The Technology Commission voted Oct. 8 to sunset its standalone Public Surveillance working group and fold those responsibilities into the Artificial Intelligence working group, citing overlapping subject matter and a desire to focus staff and commissioner time.
Commissioner Steven Apodaca proposed the consolidation and moved to merge the groups. Commissioner Williams, who has led the surveillance work, said the overlap is growing: “I can see how those 2 things can exist. Also, it leaves space for the other concerns around, public surveillance slash AI, like facial recognition.”
Why it matters: commissioners and staff said artificial intelligence tools are increasingly applied to public surveillance use cases — from camera analytics to automated reporting by vehicle and infrastructure systems — so keeping the efforts aligned will reduce duplication and better position the commission to produce integrated recommendations.
Commission discussion covered membership and quorum concerns for working groups and how to structure subgroups if needed. The commission clarified that working-group quorum rules still apply on a per‑meeting basis and that the merged group could form task-specific subgroups when appropriate.
The motion to modify the Artificial Intelligence working group to encompass public surveillance was seconded by Commissioner Williams and approved by voice vote without recorded opposition. Commissioners agreed to schedule an outreach meeting before Halloween to pull together interested members and begin drafting next recommendations.
What’s next: Williams said she will convene interested commissioners and seek materials from researchers and city staff, and commissioners reported they had already begun sharing the existing recommendation with council offices for possible policy consideration.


TASK BRIEF:
Pull every line containing "July" from the entries.

+++ RECORDED DATA +++

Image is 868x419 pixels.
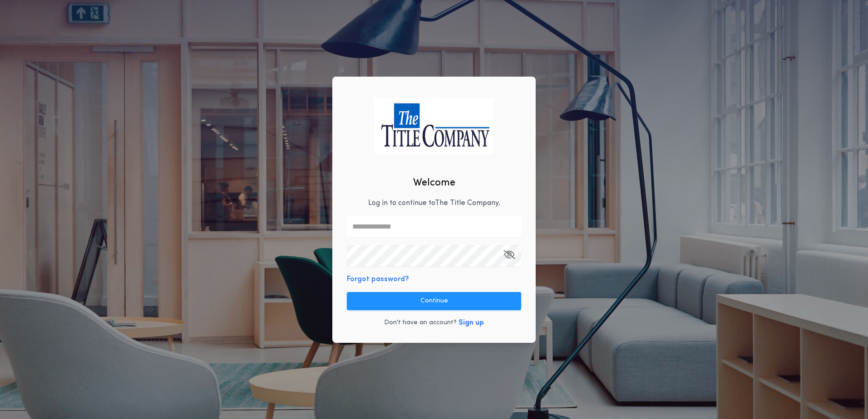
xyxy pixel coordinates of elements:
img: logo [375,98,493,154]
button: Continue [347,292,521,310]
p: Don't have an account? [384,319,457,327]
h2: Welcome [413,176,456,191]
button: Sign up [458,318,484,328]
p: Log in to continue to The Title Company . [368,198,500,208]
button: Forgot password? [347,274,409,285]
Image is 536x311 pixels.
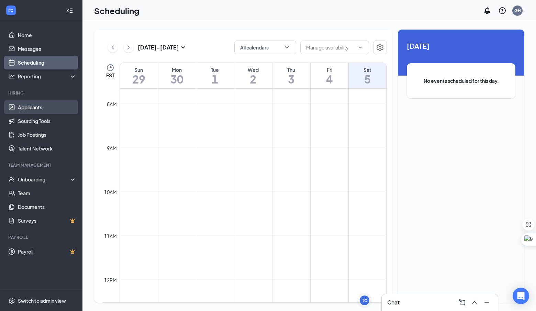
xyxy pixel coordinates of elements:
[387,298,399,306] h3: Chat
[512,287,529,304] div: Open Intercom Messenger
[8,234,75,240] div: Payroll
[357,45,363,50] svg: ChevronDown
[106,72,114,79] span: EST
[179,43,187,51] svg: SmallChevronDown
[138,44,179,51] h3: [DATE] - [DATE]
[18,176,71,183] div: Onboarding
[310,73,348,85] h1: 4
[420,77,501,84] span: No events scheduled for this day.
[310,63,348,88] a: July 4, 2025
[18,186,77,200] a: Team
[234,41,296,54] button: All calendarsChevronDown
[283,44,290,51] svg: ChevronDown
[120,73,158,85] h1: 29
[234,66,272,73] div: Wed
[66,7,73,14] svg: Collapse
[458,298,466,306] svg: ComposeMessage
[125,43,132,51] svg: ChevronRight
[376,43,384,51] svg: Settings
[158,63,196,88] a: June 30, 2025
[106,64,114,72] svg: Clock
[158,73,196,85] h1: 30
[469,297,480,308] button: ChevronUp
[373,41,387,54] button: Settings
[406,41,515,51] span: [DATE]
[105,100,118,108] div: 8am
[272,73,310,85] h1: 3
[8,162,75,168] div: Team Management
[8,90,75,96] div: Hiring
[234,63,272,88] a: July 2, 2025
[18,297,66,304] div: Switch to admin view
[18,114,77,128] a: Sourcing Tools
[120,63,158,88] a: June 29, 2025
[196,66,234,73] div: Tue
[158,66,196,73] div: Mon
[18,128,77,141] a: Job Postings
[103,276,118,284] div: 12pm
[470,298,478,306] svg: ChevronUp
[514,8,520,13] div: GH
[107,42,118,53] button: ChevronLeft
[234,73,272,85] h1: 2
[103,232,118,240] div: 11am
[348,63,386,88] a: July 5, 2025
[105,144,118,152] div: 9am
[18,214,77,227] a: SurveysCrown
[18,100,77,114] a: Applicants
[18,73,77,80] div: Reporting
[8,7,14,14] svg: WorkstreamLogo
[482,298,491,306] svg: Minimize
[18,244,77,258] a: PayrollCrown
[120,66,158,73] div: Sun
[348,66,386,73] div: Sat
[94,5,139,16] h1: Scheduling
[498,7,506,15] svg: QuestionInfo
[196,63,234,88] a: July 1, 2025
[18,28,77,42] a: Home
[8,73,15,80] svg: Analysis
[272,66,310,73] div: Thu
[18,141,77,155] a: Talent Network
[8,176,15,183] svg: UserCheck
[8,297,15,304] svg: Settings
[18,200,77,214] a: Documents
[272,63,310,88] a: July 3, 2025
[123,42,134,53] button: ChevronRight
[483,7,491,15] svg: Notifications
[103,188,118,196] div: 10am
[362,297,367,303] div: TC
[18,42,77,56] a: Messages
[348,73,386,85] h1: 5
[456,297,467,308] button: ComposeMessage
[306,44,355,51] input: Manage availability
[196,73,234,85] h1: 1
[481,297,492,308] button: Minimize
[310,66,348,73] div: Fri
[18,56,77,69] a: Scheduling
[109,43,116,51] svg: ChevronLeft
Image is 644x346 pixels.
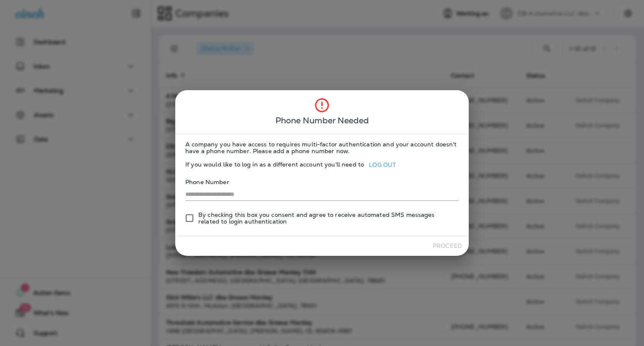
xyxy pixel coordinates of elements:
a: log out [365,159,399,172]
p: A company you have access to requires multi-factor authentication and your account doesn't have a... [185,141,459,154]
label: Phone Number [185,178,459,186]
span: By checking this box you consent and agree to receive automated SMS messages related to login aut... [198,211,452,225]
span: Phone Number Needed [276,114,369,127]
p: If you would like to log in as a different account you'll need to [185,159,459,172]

+++

SOLUTION TO THE EXERCISE:
[310,63,348,88] a: July 4, 2025
[234,63,272,88] a: July 2, 2025
[348,63,386,88] a: July 5, 2025
[196,63,234,88] a: July 1, 2025
[272,63,310,88] a: July 3, 2025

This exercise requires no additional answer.